Press Release

February 12, 1996

202.483.6444

 

Despite the Cease-Fire, the Turkish Army Continues to Destroy Kurdish Villages

The destruction of Kurdish villages in southeastern Turkey which began in the early 1990s continues today, in spite of the unilateral cease-fire by the Kurdish side which started on December 15, 1995.

 

According to reports reaching our office throughout recent weeks, close to 100 villages in and around Divrigi, Zara, Hafik, Imranli and Ulas in Sivas province have been bombarded by the Turkish air force using U.S.-supplied Cobra attack helicopters.

 

The people living in these villages are Kurdish Alewites, followers of a moderate Islamic faith considered too liberal by fundamentalists and too supportive of the Kurdish liberation movement by the Turkish state authorities.

 

Many of these villagers have been harassed to either become "village guards" or face the consequences of forced migration in the middle of winter. Unwilling to become the tools of the Turkish government to fight their kin, these Kurdish villagers have had no choice but to move to the shantytowns of large cities in western Turkey.

 

The plight of these Kurdish villagers was also voiced last Wednesday on February 7, 1996, by three of their representatives from the Republican People's Party (CHP) in the Turkish parliament who raised the issue during a press conference in Ankara. They said: "People are under pressure and abandoning their homes." (Reuters World Report, February 7, 1996.) According to a CHP report, Turkish troops have arrested almost 500 villagers and 75 village leaders in the last four months.

 

These new attacks on the Kurds of Sivas, coming at a time when the PKK has adhered to a unilateral cease-fire, show that the Turkish government is determined to resolve the Kurdish question by way of force alone.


● EXERCISE: There is material below. Print exactly the lines starting at the line with "Image resolution: width=1211" and ending at the line with "In order to", ends included, and no others.

● DATA:
● ● ●
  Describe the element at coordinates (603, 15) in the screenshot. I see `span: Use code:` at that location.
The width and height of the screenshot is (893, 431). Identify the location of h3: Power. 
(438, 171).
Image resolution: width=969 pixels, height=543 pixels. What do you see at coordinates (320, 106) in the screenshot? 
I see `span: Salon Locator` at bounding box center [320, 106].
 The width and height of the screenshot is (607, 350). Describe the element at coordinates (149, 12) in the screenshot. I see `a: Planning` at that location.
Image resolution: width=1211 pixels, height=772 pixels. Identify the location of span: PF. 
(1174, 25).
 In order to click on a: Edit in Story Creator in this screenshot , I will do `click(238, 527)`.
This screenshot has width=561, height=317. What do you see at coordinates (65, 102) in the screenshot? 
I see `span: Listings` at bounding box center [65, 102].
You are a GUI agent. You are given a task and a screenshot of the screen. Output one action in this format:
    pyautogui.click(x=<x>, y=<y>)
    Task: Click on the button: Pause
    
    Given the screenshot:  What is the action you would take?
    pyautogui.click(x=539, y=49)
● ● ●
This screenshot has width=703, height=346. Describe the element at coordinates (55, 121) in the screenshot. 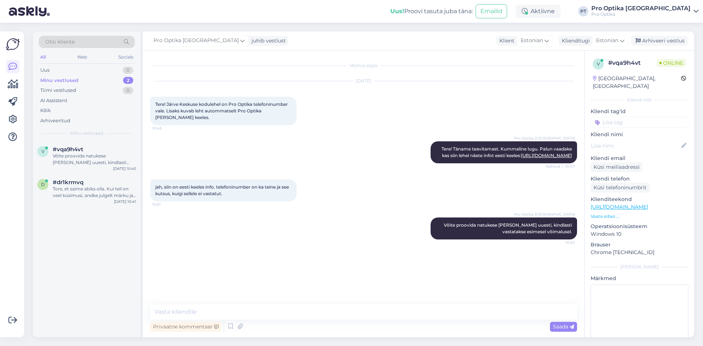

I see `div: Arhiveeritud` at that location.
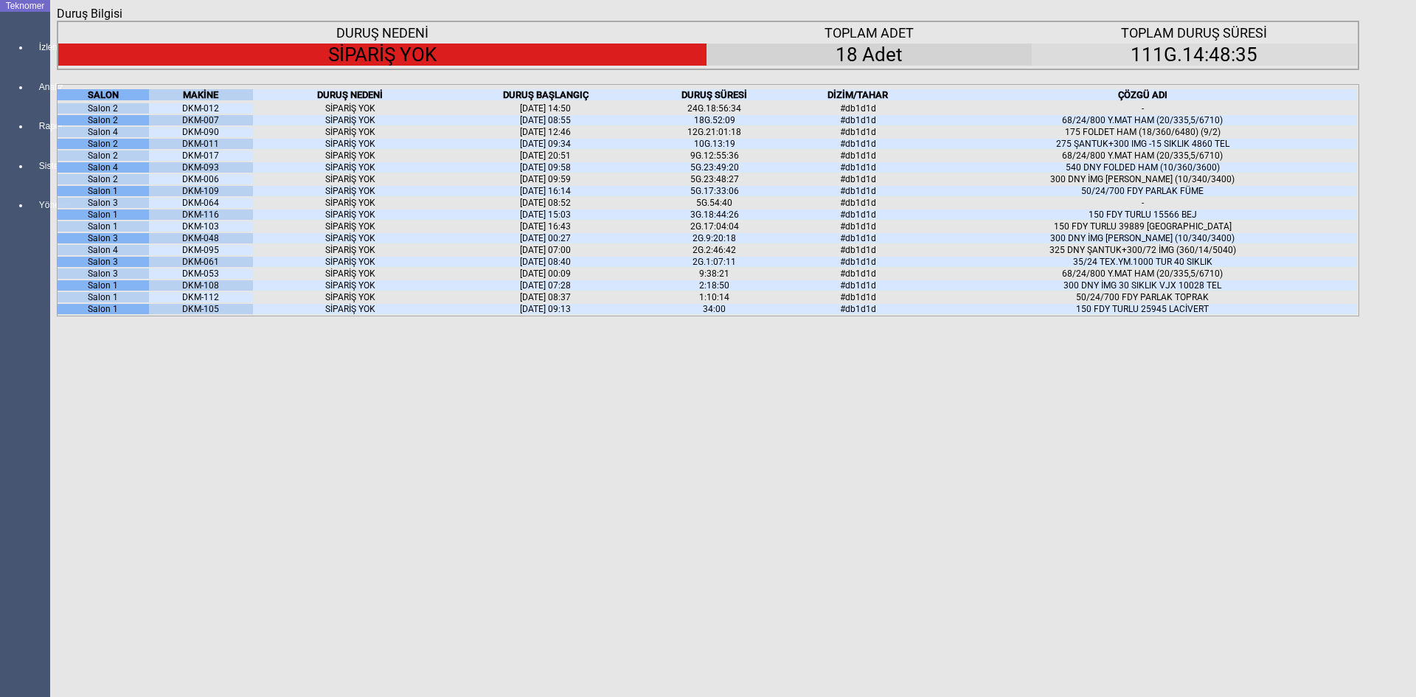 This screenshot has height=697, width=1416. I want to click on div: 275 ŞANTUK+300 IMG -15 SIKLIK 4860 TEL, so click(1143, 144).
● ● ●
● RESULT OF THE EXERCISE:
Image resolution: width=1211 pixels, height=772 pixels. Identify the location of span: PF. 
(1174, 25).
 In order to click on a: Edit in Story Creator in this screenshot , I will do `click(238, 527)`.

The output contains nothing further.